Scope and Contents
A Quaker Action Group (AQAG) records in the Swarthmore College Peace Collection include minutes, correspondence (1966-1971), memoranda, financial records, subject files (organizations), research files (topics), project files, newsletters, press releases, statements of Quaker yearly meetings in various cities, clippings, photographs and sound recordings. The files were first processed in 1974, and then again in 1980. In 2004, archival intern, Joe Clark, sorted the papers into the present order, but the processing was not completed by the SCPC archivist until 2006.
Representative organizations are Beheiren (Japan), Fifth Avenue Peace Parade, Poor People's Campaign, Students for a Democratic Society, and the Vietnam Moratorium Committee. In addition to other nonviolent direct actions, the project files highlight the Cuba Project, the Culebra Project (Culebra, Puerto Rico), the Panama Project (Ft. Gulick, Panama Canal Zone) and the Phoenix and Vietnam Projects. Materials relating to the voyages of the Phoenix include correspondence of the crew(s), newsclippings and scrapbooks, still photographs, and 16 mm films, including Voyage of the Phoenix.
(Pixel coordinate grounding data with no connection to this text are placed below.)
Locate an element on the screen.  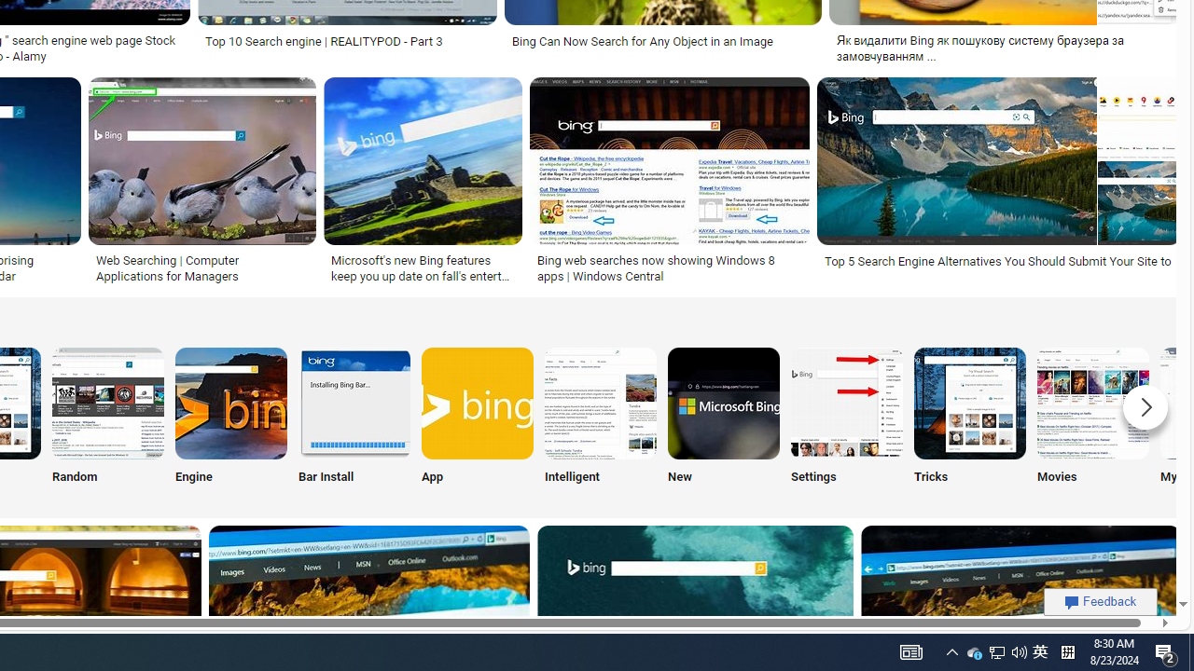
Intelligent is located at coordinates (601, 420).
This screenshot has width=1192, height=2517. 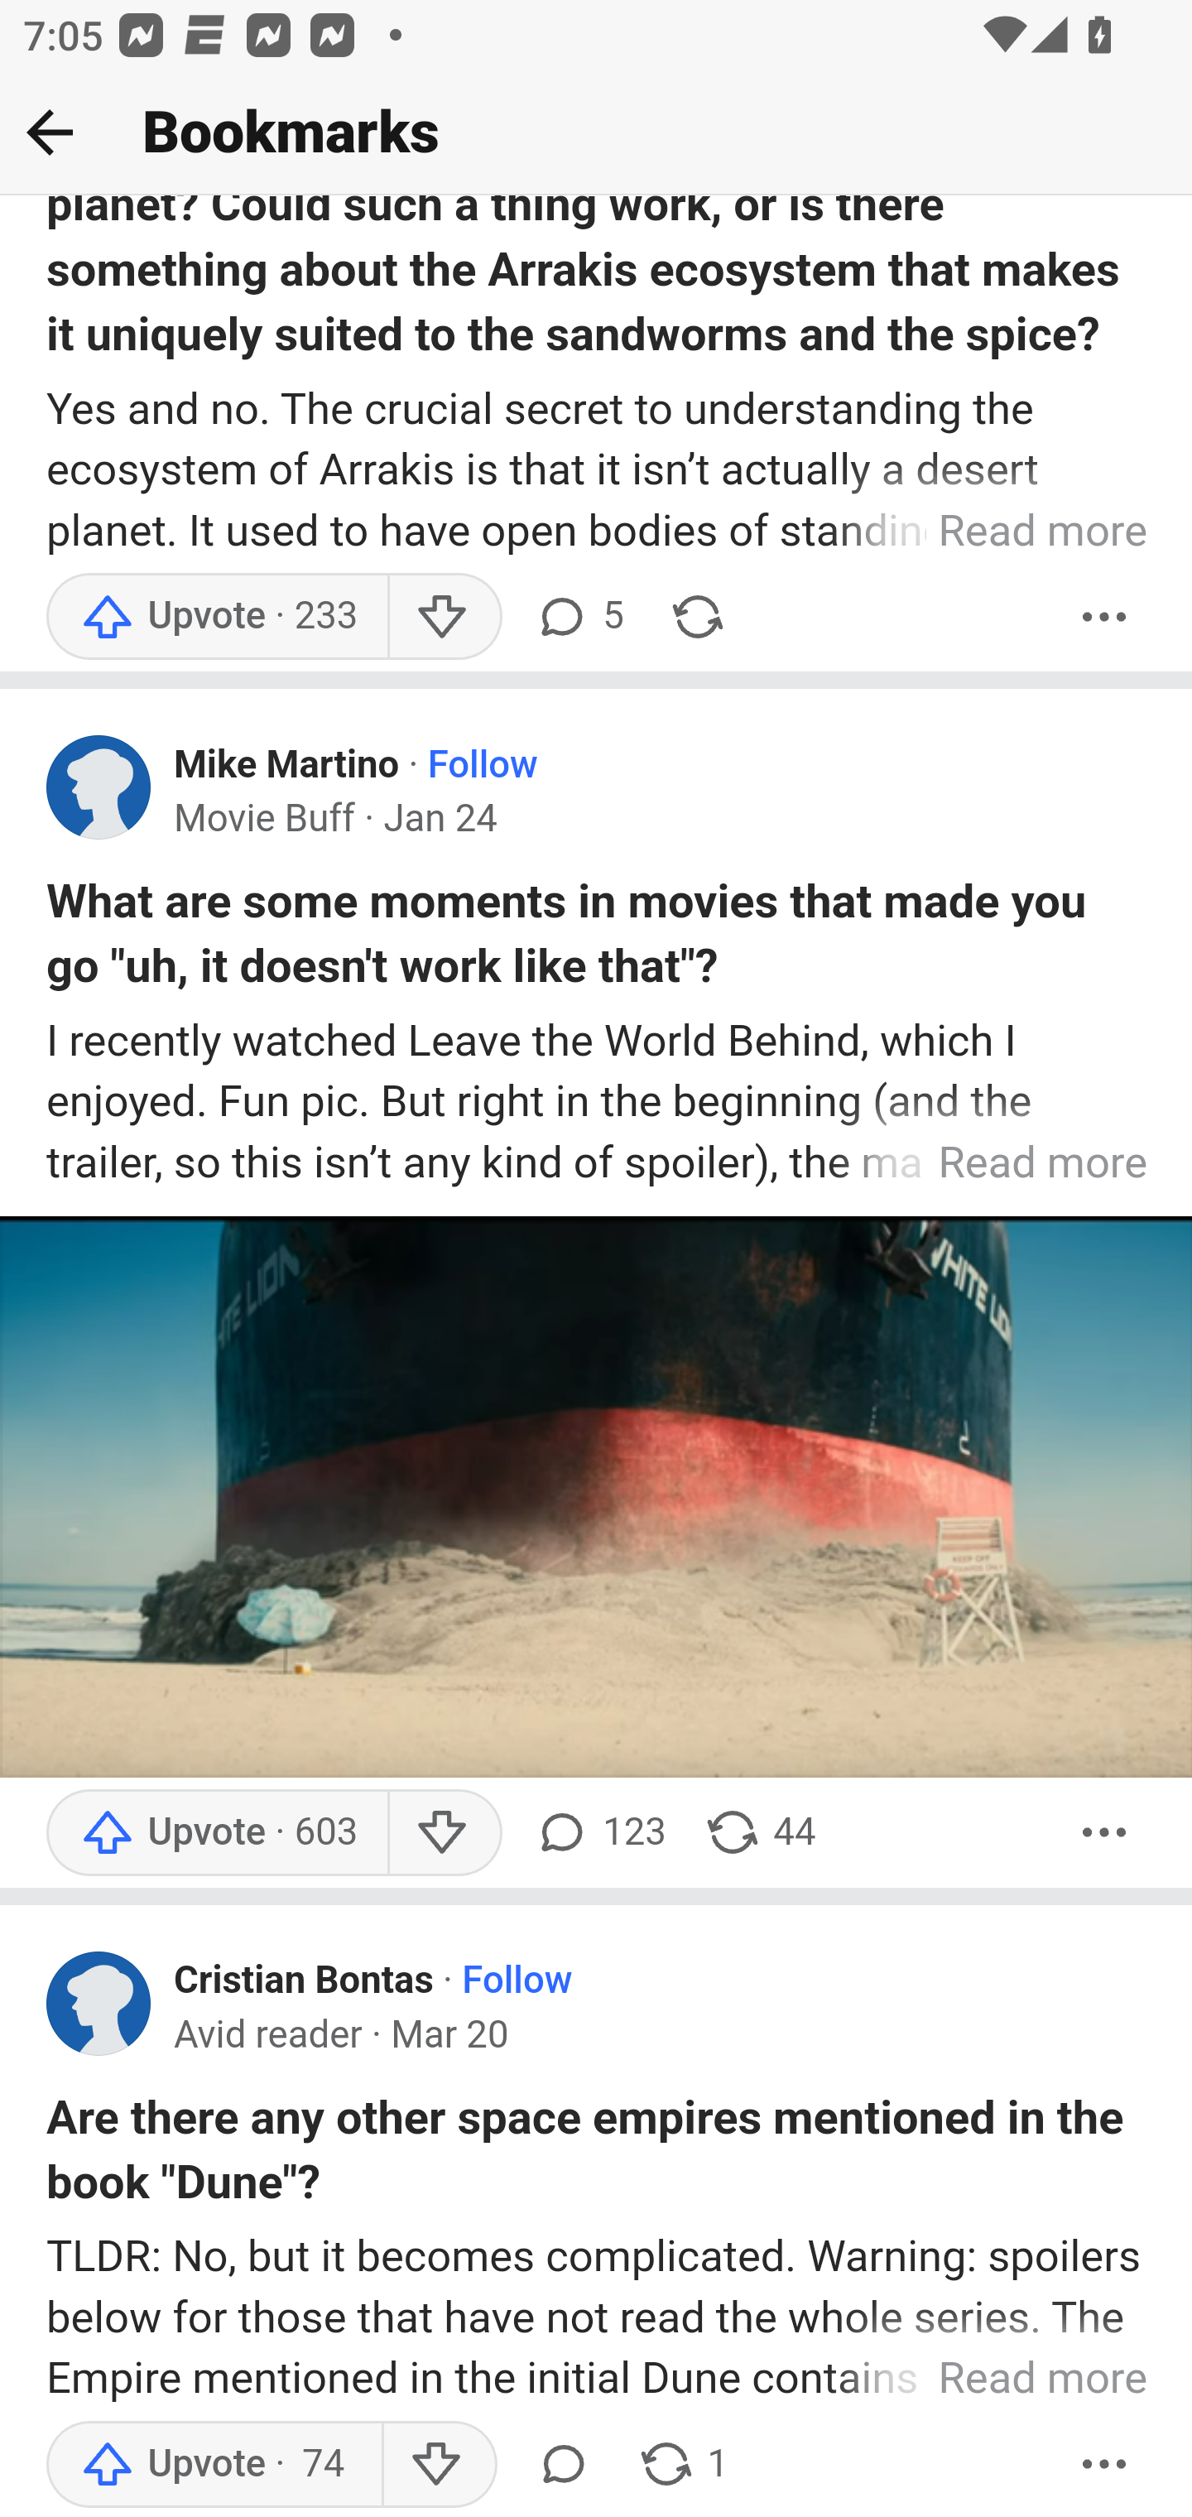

Research files of AQAG provide information on black liberation, chemical and biological warfare (CBW), draft resistance, human rights, nuclear radiation, the peace movement, and war tax resistance.
AQAG correspondents represented are Elizabeth J. Boardman, John Worth Braxton, Harrison Butterworth, Horace Champney, Jerry D. Coffin, Christopher Cowley, Phillip Drath, Robert Whittington Eaton, Roderick Ede, Ross Flanagan, Nicola Geiger, Walton Geiger, Robert Horton, Donald Kalish, George Lakey, Kenneth Lee, Samuel Legg, Robert E. Levering, Bradford Lyttle, Ivan E. Massar, William R. Mimms, Roger Moody, Beryl Herbert Nelson, Patricia Parkman, Earle L. Reynolds, Lawrence Scott, Lynne Shivers, Glenn E. Smiley, Charles C. Walker, Emlyn Warren, George Willoughby, J. Duncan Wood, and Carl P. Zietlow.
Historical note
A Quaker Action Group, founded in Philadelphia during the summer of 1966 to “apply nonviolent direct action as a witness against the war in Vietnam,” was an informally organized group which sponsored numerous projects of national and international scope. Cooperating with such existing organizations as the American Friends Service Committee (AFSC) and the Friends Committee on National Legislation (FCNL) in confronting “immoral military and political policies” of the government, A Quaker Action Group (AQAG) did not represent any official body of the Society of Friends and accepted as members those non-Quakers who shared their concerns. George Lakey, Lawrence Scott, and George Willoughby were instrumental in the organization and direction of AQAG. Projects undertaken by AQAG included reading the names of the Vietnam war dead on the steps of the Capitol; three voyages of the yacht Phoenix to North and South Vietnam with medical supplies; and protests against chemical and biological warfare. In the summer of 1971, in response to a need for a “multi-dimensional approach to social change,” AQAG was transformed into the Movement for a New Society, with its affiliated Life Center Association.